Conservative Party to head Denmark

Denmark will have its first Conservative leader since 1894 when Poul Schluter , Conservative Party chief, is sworn in as prime minister of a nonsocialist minority coalition government.

Denmark's ruling Social Democrats resigned last week after failing to receive parliamentary support for a controversial economic package aimed at trimming about $1.25 billion from the nation's $12 billion deficit.

Prime Minister Anker Jorgensen was unable to win support from the parties further to the left - the Socialist People's Party, the Left Socialist Party, and the Danish Communist Party. They objected to cutbacks in Denmark's elaborate social-welfare system, while the parties on the right refused to accept new taxes on insurance companies and pension funds.
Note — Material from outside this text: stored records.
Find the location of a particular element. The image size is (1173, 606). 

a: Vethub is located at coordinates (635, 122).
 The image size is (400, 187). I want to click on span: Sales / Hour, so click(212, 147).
Only two months ago leading European social democratic leaders came to Copenhagen for Mr. Jorgensen's birthday, congratulating him as the world's longest-standing social democratic leader. Since he came to power in 1972, however, the party has grown increasingly cooperative with the conservative parties.

Mr. Schluter, a lawyer, has formed a minority coalition involving his own Conservative Party as well as the Center Democrats, Christian Democrats, and the unsuitably named Left Party. At the same time he will be able to count on the support of the centrist Radical Liberals as well as the extreme-right Progress Party, which was too controversial to embrace in the coalition because of its opposition to taxes and welfare.

Schluter is expected to be more enthusiastic about NATO and more accepting of nuclear weapons than his predecessor. He will most likely be more staunchly anti-Soviet and more understanding of President Ronald Reagan's economic policies.

The White House has been unhappy with the Jorgensen administration's criticisms of American policy on armaments and El Salvador. Schluter, however, is unlikely to propose drastic changes in the month ahead for fear of provoking a premature parliamentary crisis that would lead inevitably to a general election.

His first priority will be to reduce the national deficit and remove Denmark from the International Monetary Fund's blacklist, where it appeared for the first time last week.

Political observers generally agree that the Social Democrats would welcome some time as the opposition party to reorganize their ranks. While the party's annual conference last weekend rallied behind Jorgensen's leadership, there is a feeling that the party will move back to the left in a number of policy areas. In a speech to the party faithful, Jorgensen made an unlikely paraphrase of Churchill when he said that he was resigning because Denmark was not ready for ''blood, sweat, and tears.''

Denmark currently presides over the European Council under the six-month rotating leadership system. No major upheavals are expected in Brussels as a result of the new Danish administration. A similar situation occurred during the Danish presidency in 1973. The Italian presidency has also occasionally coincided with a change of government.

More significant may be the influence that the Danish parliamentary crisis has on Sweden, where the Social Democrats have been expected to oust the Centrist government in the general election Sept. 19.